Abstract

One of the nagging questions the literary critic faces is the following: Does a writer have a message for his/her readership or a social responsibility towards his/her community? A propos, when we think that the liberal humanist perspective on literature – that literature has a utilitarian function beyond its aesthetic value – is outmoded, eclipsed by the celebration of postmodernist chaos and the ‘death of the author’, postcolonial writers remind us that, like the griot, the author cannot be dismissed, and art-for-art's sake is a luxury that the so-called Third World writer cannot afford, because the author is part of a community and thus embodies as well as reflects the values, dreams and fears of that community. As Foucault has demonstrated, ‘to be an author is not merely to have a certain factual relation to a text … it is, rather, to fulfil a certain socially and culturally defined role in relation to the text’ (Gutting 2005: 29). From slave narratives to postcolonial writings, one senses an urgent and earnest need not only to rehabilitate the image, but also to assert the identity and humanity of the slave, and the colonised and postcolonial subject. On the African continent and in the African Diaspora, this ‘responsibility’ or duty is quite noticeable, and Peter Abrahams’ works, while emanating essentially from his South African milieu, assume this responsibility/need that transcends his country of birth, for at the centre of his oeuvre is humanity itself.
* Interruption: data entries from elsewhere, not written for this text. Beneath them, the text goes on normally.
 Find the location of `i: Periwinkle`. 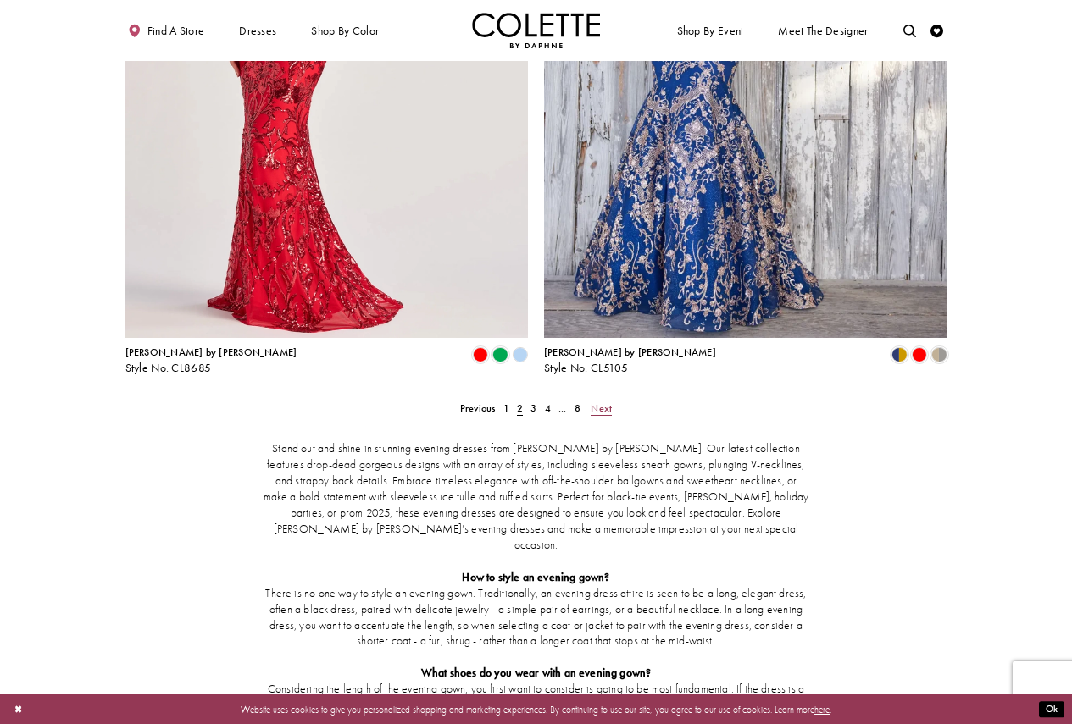

i: Periwinkle is located at coordinates (520, 355).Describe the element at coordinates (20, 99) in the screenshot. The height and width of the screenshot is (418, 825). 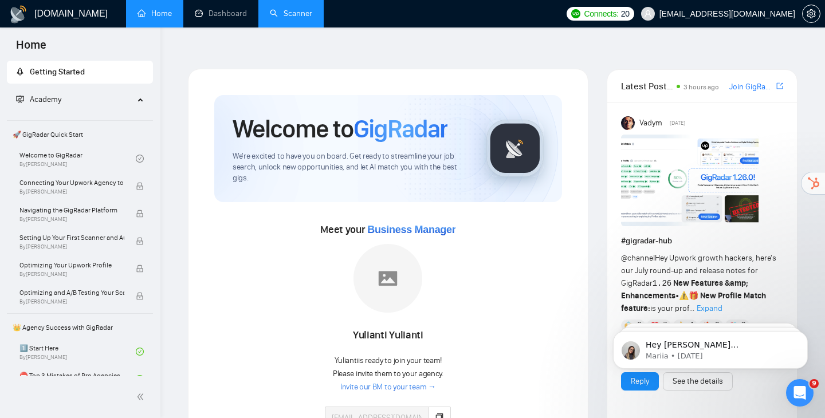
I see `span: fund-projection-screen` at that location.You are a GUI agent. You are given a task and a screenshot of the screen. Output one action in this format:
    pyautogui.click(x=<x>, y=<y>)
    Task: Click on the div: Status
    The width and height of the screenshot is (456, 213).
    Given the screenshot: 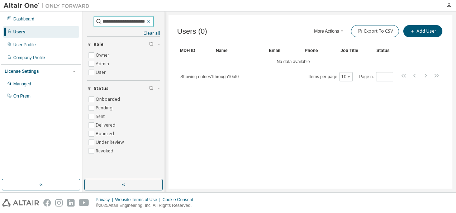 What is the action you would take?
    pyautogui.click(x=391, y=51)
    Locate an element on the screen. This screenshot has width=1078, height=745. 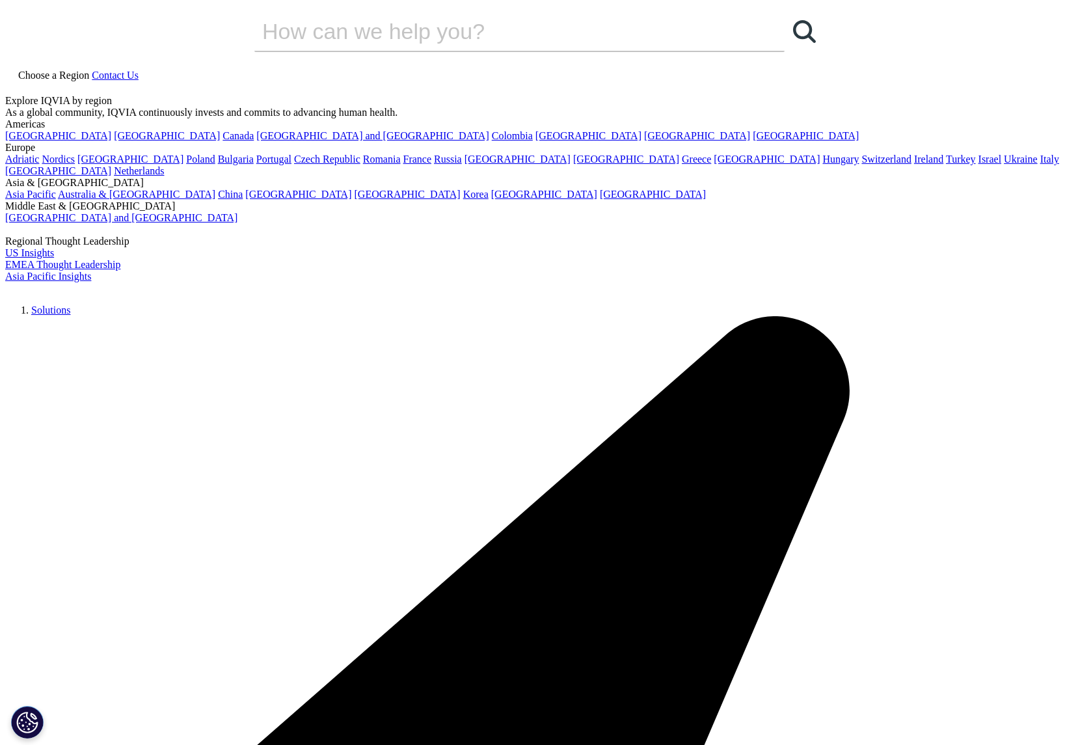
a: EMEA Thought Leadership is located at coordinates (62, 264).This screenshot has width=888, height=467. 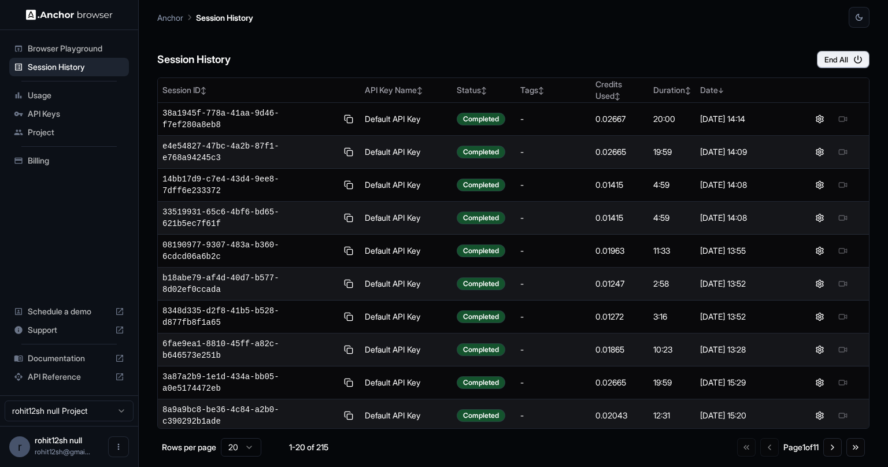 What do you see at coordinates (224, 17) in the screenshot?
I see `p: Session History` at bounding box center [224, 17].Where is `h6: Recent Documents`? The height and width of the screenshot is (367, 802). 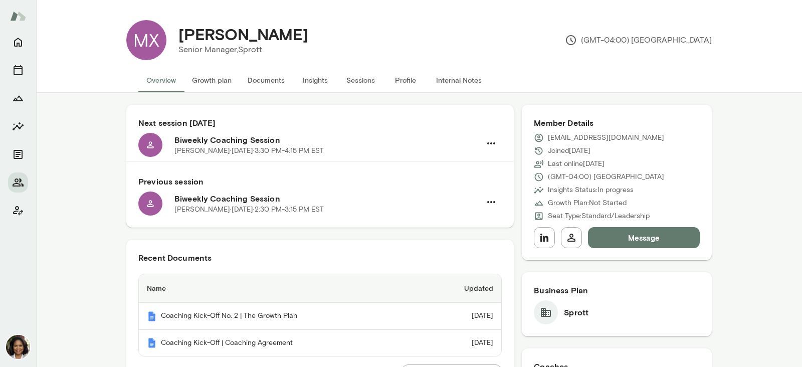
h6: Recent Documents is located at coordinates (320, 258).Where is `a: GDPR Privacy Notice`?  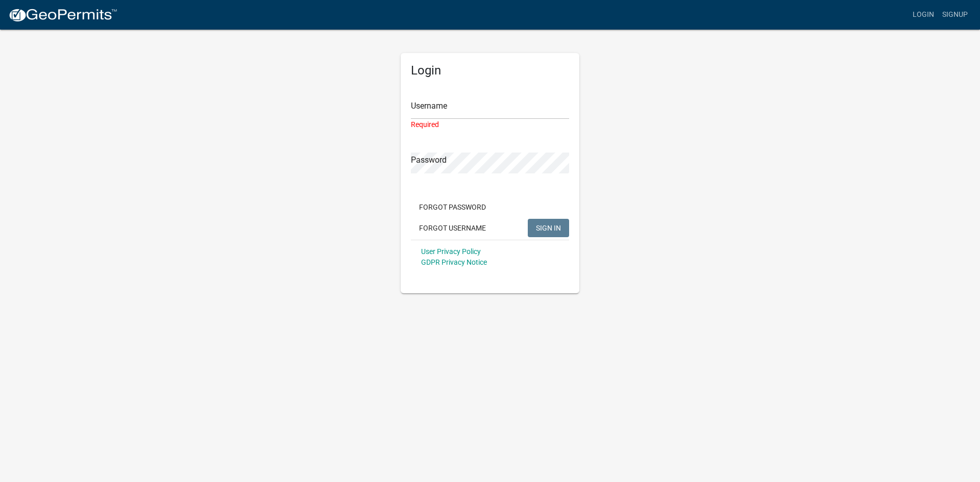 a: GDPR Privacy Notice is located at coordinates (454, 262).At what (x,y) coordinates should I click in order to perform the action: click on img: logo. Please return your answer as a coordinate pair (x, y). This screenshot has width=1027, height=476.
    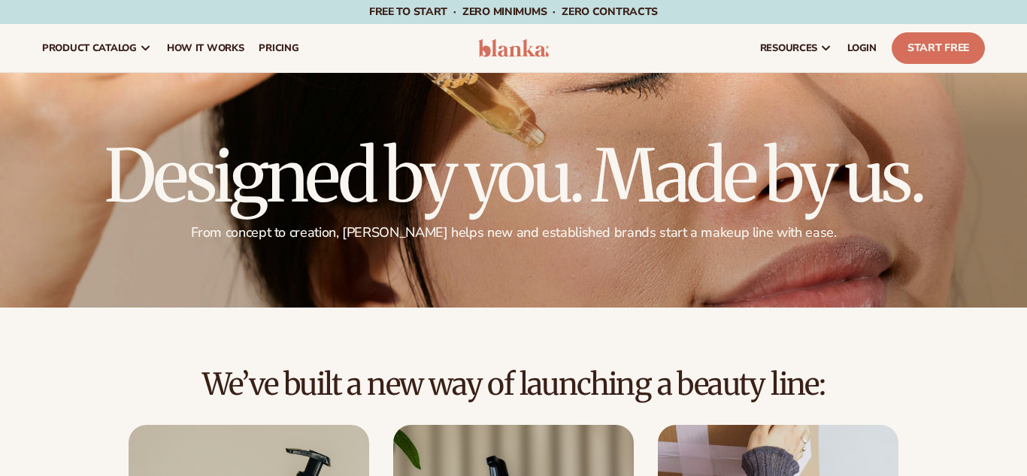
    Looking at the image, I should click on (513, 48). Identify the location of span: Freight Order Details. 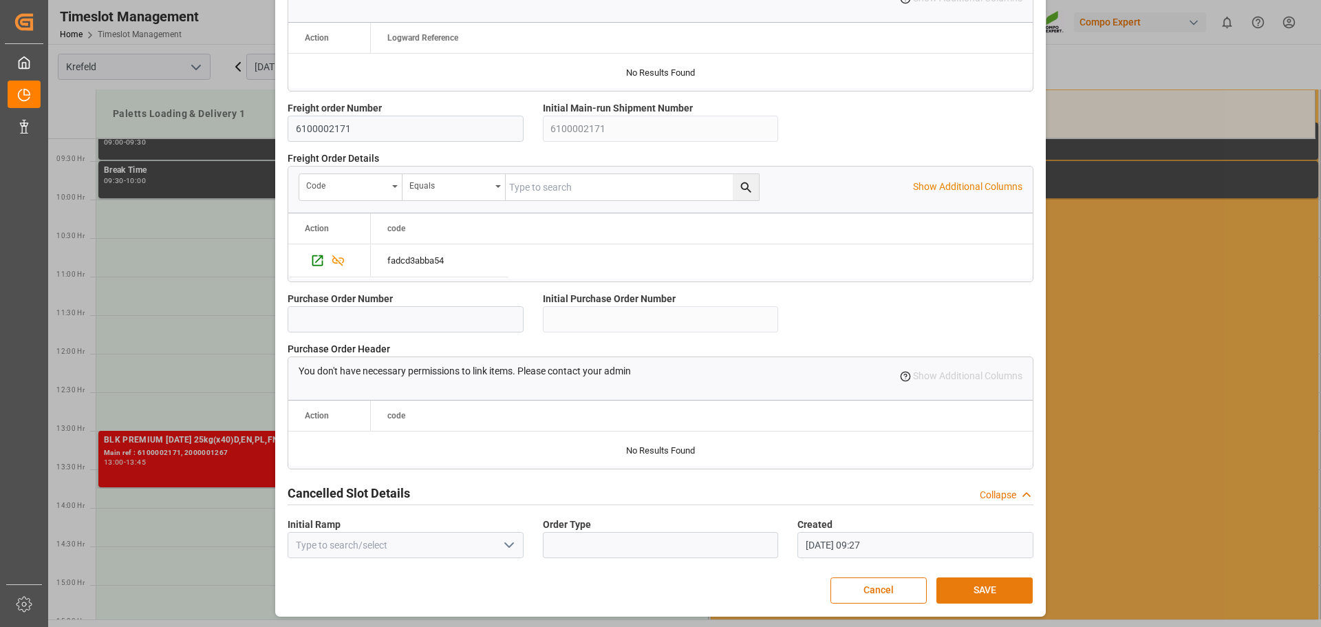
(333, 158). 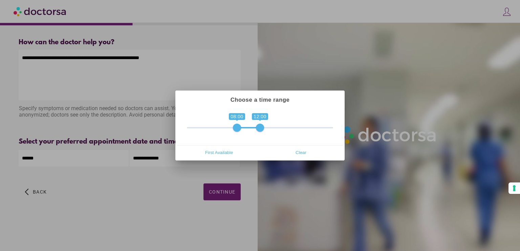 What do you see at coordinates (219, 153) in the screenshot?
I see `button: First Available` at bounding box center [219, 153].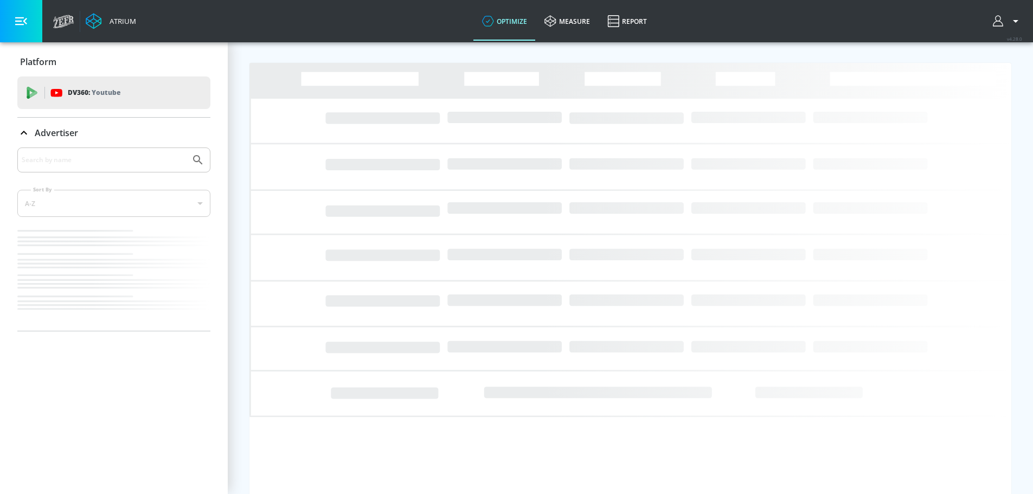  Describe the element at coordinates (114, 93) in the screenshot. I see `div: DV360: Youtube` at that location.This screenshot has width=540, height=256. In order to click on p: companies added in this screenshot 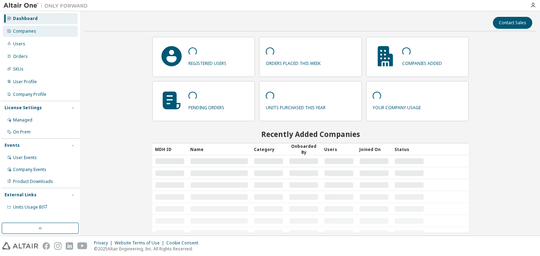, I will do `click(422, 62)`.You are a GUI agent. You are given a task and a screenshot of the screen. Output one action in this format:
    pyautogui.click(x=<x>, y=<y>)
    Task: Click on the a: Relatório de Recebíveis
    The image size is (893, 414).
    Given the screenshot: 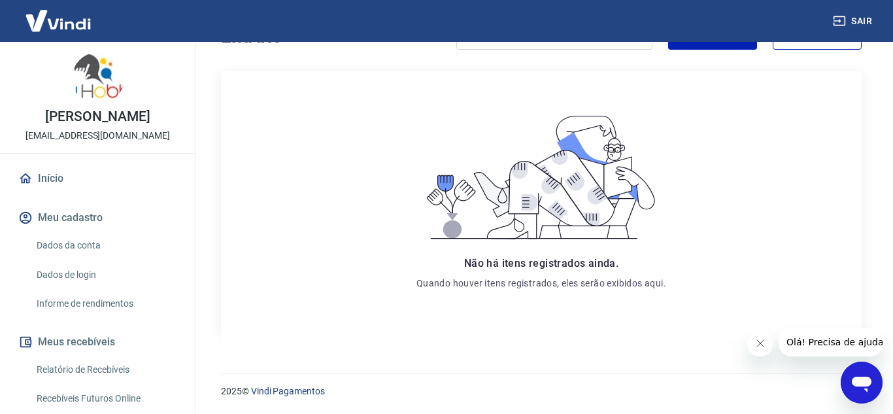 What is the action you would take?
    pyautogui.click(x=105, y=369)
    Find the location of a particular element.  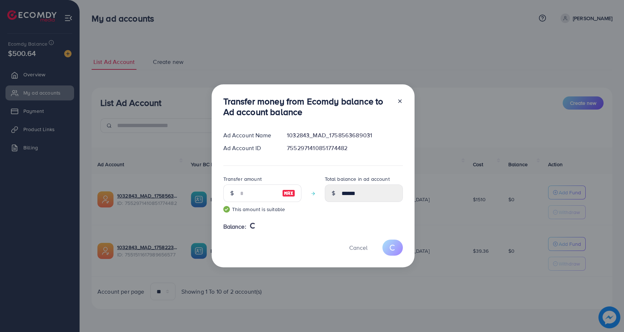

img: image is located at coordinates (289, 193).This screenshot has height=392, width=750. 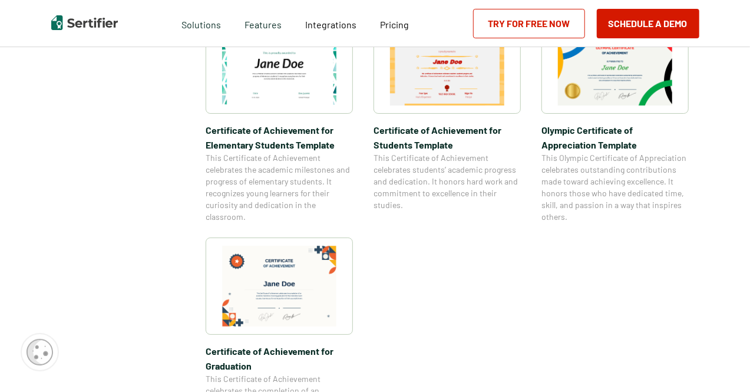 What do you see at coordinates (720, 363) in the screenshot?
I see `div: Chat Widget` at bounding box center [720, 363].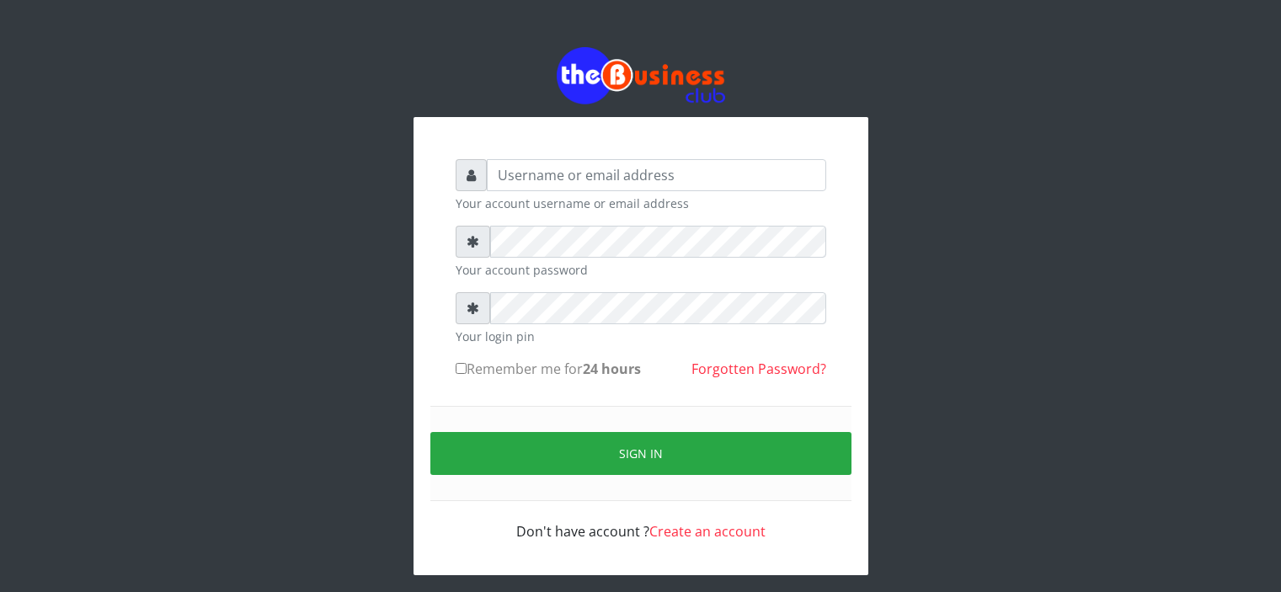 The height and width of the screenshot is (592, 1281). Describe the element at coordinates (641, 521) in the screenshot. I see `div: Don't have account ?` at that location.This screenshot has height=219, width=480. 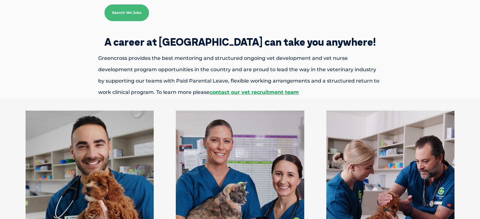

This grounding of his works might even lead us to talk about his artistic vision, rather than an essential message. The apartheid days of South Africa cannot be divorced from Abrahams’ writings, neither can his adoptive country, Jamaica, be excluded from his artistic vision, as he returns persistently to issues of home and identity imbedded in the matrix of Pan-Africanism. In what follows, I explore these themes that exemplify, I argue, Peter Abrahams’ fundamental message or artistic vision.